Here's what Ergo provides right now:
- Express generative models in a probabilistic programming language
- Ergo provides lightweight wrappers around Pyro functions to make the models more readable
- Specify distributions using 90% confidence intervals, e.g.
ergo.lognormal_from_interval(10, 100)
- For Bayesian inference, Ergo provides a wrapper around Pyro's variational inference algorithm
- Get model results as Pandas dataframes
- Interact with the Metaculus and Foretold prediction platforms
- Load question data given question ids
- Use community distributions as variables in generative models
- Submit model predictions to these platforms
- For Metaculus, we automatically fit a mixture of logistic distributions for continuous-valued questions
- Plot community distributions
WIP:
- Documentation
- Clearer modeling API
Planned:
- Interfaces for all prediction platforms
- Search questions on prediction platforms
- Use distributions from any platform
- Programmatically submit questions to platforms
- Track community distribution changes
- Common model components
- Index/ensemble models that summarize fuzzy large questions like "What's going to happen with the economy next year?"

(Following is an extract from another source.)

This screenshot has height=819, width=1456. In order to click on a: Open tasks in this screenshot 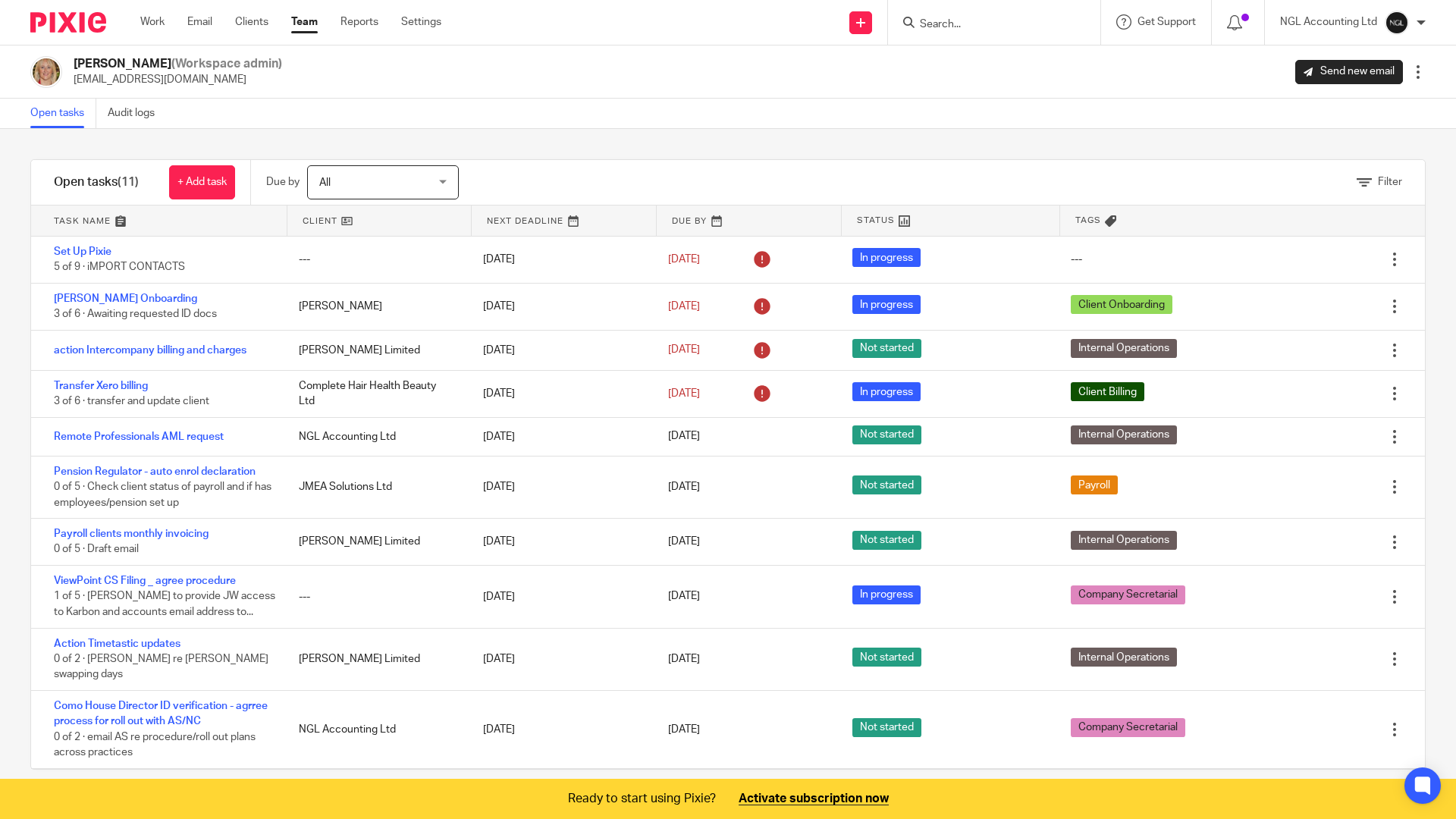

- Model components for integrating qualitative adjustments into quantitative models
- Simple probability decomposition models
- E.g. see The Model Thinker (Scott Page)
- Better tools for integrating models and platforms
- Compute model-based predictions by constraining model variables to be close to the community distributions
- Push/pull to and from repositories for generative models
- Think Forest + Github
If there's something you want Ergo to do, let us know!
This notebook is closest to a tutorial right now:
- El Paso workflow
- This notebook shows multi-level decomposition, Metaculus community distributions, ensembling, and beta-binomial and log-normal distributions using part of the El Paso Covid-19 model.
The notebooks below have been created at different points in time and use Ergo in inconsistent ways. Most are rough scratchpads of work-in-progress and haven't been cleaned up for public consumption:
-
Relating Metaculus community distributions: Infections, Deaths, and IFR
- A notebook for the model shown above that uses a model to update Metaculus community distributions towards consistency
-
Model-based predictions of Covid-19 spread
- End-to-end example:
- Load multiple questions from Metaculus
- Compute model predictions based on assumptions and external data
- Submit predictions to Metaculus
- End-to-end example:
-
Model-based predictions of Covid-19 spread using inference from observed cases
- A version of the previous notebook that infers growth rates before and after lockdown decisions
-
- Show Metaculus prediction results as a dataframe
- Filter Metaculus questions by date and status.
-
- Illustrates how to load all questions for a Metaculus category (in this case for the El Paso series)
Outdated Ergo notebooks:
-
Predicting how long lockdowns will last in multiple locations
-
Estimating the number of active Covid-19 infections in each country using multiple sources
Notebooks on the path to Ergo:
-
Fitting mixtures of logistic distributions
- How can we transform arbitrary distributions represented as samples into the "mixtures of logistics" format Metaculus uses for user submissions?
Ergo is an open source project and we love contributions!
There are many open issues, including plenty that are good for newcomers.